If you have been touched by the FAA in the past, or you are currently in the revolving door of back and forth exchanges with the Aerospace Medical Certification Division, you will appreciate the profound frustration of the process in its current state.
The FAA has not had a steady funding stream through an authorization bill created by Congress for many years. In fact, we are in the midst of another in the long series of short-term funding bills that ends July 15, after which, without either the passage of a reauthorization bill or another short-term funding bill, the FAA bank will run dry. One of the many beneficiaries of this model of government oversight is inefficiency in processing such as what we are currently seeing with deferred medical applications and special issuance recertification.
One of the key reasons AOPA is fighting for third class medical reform is the chronic inability of the FAA to conduct a timely review and issuance of medical certificates to airmen. Granted, 97 percent of medical certificates are issued to pilots by their aviation medical examiners at the time of the FAA physical exam. However, that is little solace for the 30,000 or so airmen each year who are deferred or initially denied certification. The message we try to convey to members is to be armed with the information your AME needs to make an informed decision about issuing your medical or deferring.
Documentation is the key, so in many cases a visit to your treating doctor to obtain a “status letter” regarding any treatment you had may raise questions on your medical application. That one detail alone may be the difference between “being down here wishing you were up there” rather than the other way around.
AOPA has a dedicated staff of medical certification specialists in the Pilot Information Center that can guide you through this maze bureaucracy, preferably before you get caught up in it!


Goal of the exercise: The listing is to be returned word for word, without its images.

Listed records:
——

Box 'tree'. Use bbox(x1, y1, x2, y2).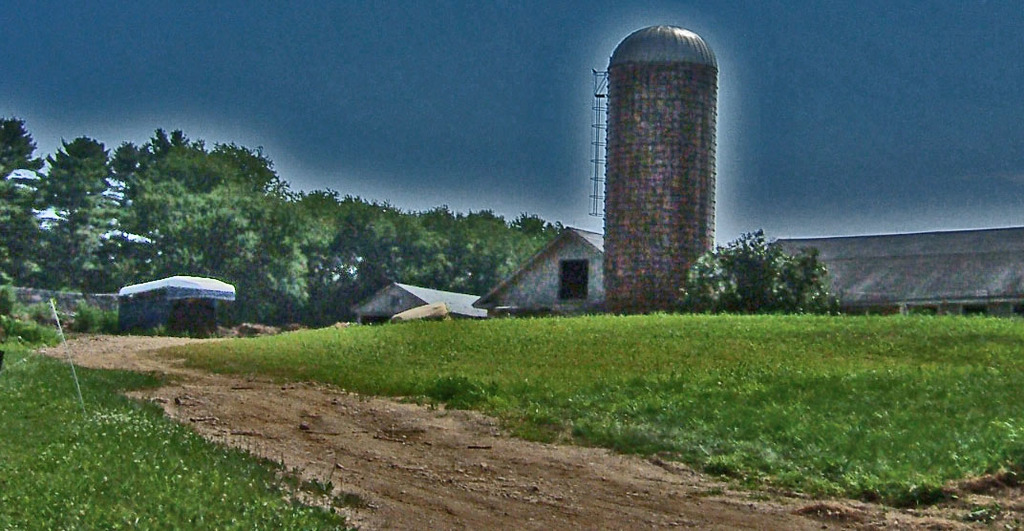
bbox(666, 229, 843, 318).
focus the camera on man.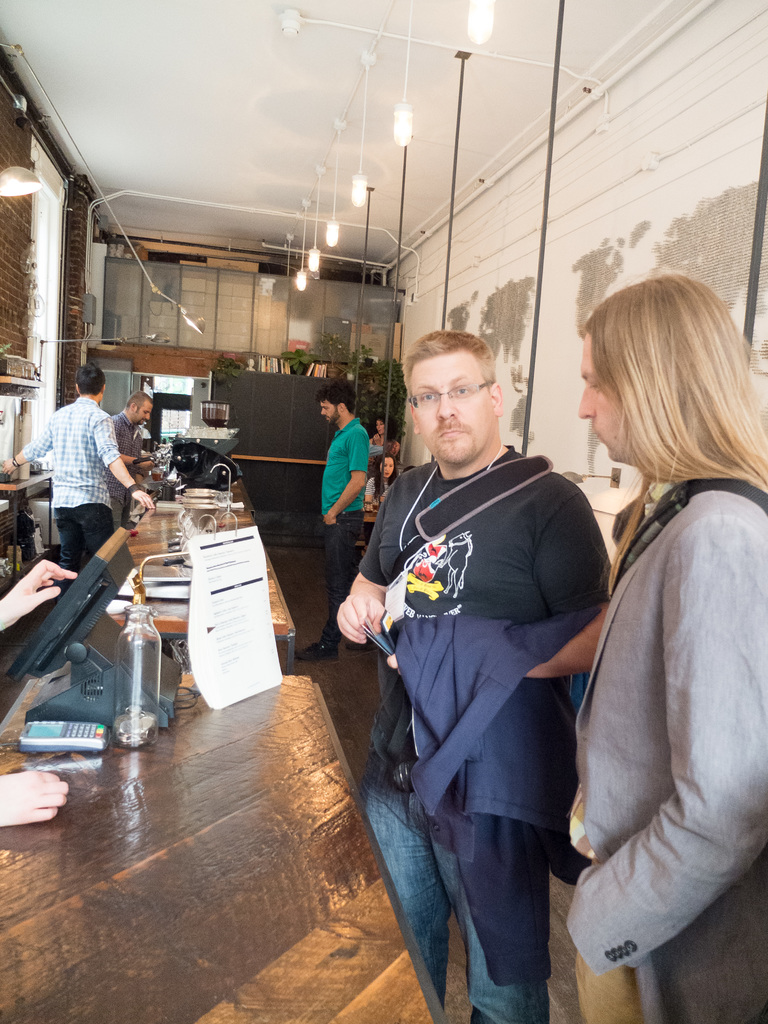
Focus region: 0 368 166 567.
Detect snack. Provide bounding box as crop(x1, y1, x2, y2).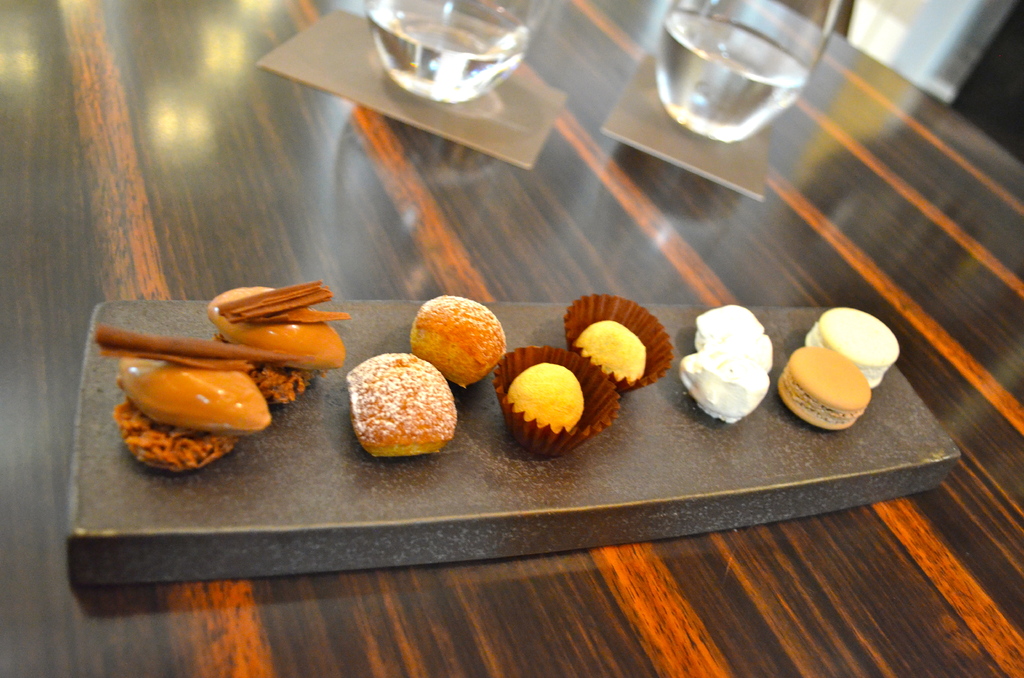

——

Exercise result:
Box 'tree'. Use bbox(x1, y1, x2, y2).
bbox(666, 229, 843, 318).
focus the camera on man.
Focus region: 0 368 166 567.
Detect snack. Provide bounding box as crop(x1, y1, x2, y2).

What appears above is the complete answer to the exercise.